David Schrader submits:
Do your own research prior to making any investment decisions. I and/or people I know are involved in the names discussed in this article.
This is going to be short and sweet because the opportunity is a simple one. What we have here is a company with 24% of their float short, a 30d average volume equal to approximately 3% of the total short position, and a very bullish trend. We’re talkin’ short squeezin’ time baby.
David Pinsen submits:
Alloy Steel International (AYSI.OB) is a nano cap company headquartered in Australia that uses a high tech, proprietary process to manufacture protective wear plates for mining equipment. Essentially, the company is a picks & shovels play on the mining industry (particularly iron ore and coal mining, currently), an industry which has of course benefited from the demand for industrial commodities by China and other emerging economies.
Alloy Steel was the subject of a few posts here by Seeking Alpha contributer Michael Alexander, including (most recently) this post from last February, "AYSI’s disruptive technology leads to record growth and earnings". Since then, the stock has dropped by more than two thirds. Much of that drop occured after the company’s most recent quarter showed lower earnings than shareholders (including me) expected.
James Shaw submits:
The solar sector has became one of the hottest sectors in the US stock market the last few months. This is especially true for most of the Chinese ADRs.

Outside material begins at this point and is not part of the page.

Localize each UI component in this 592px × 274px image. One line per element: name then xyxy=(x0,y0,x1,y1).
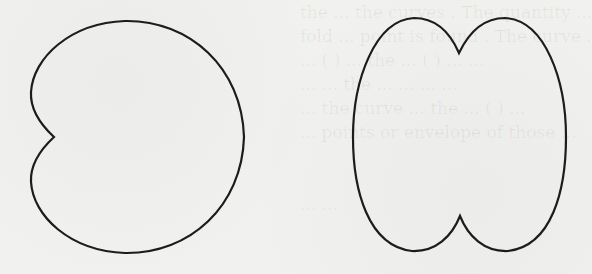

Several stocks are making new year highs, several are nearing their year highs, and several are breaking out of their recent resistance. Even the recent market meltdown cannot bring them down.
You haven’t really heard much from me on this site lately. The primary reason for that is the fact that this market just isn’t worth spending too much time on right now. We have no discernible trend in equities save for the miners, which I’m long, and certain international markets which I wish I was long but have avoided due to the action state-side, a mistake.
We’re seeing quite a disconnect between certain emerging markets, notably Brazil, Argentina, Colombia, India, anything in South East Asia, and Taiwan, from China and the western developed world. It really all comes down to the consumer, and the divergence between large cap China and small cap Brazil tells the story. The Chinese are having a hard time getting their people to spend money while the Brazilians are spending liberally. Consumers in the western world have throttled back their spending for an obvious reason, they are broke and trying to repair their balance sheets. They also don’t have jobs, something that isn’t changing anytime soon.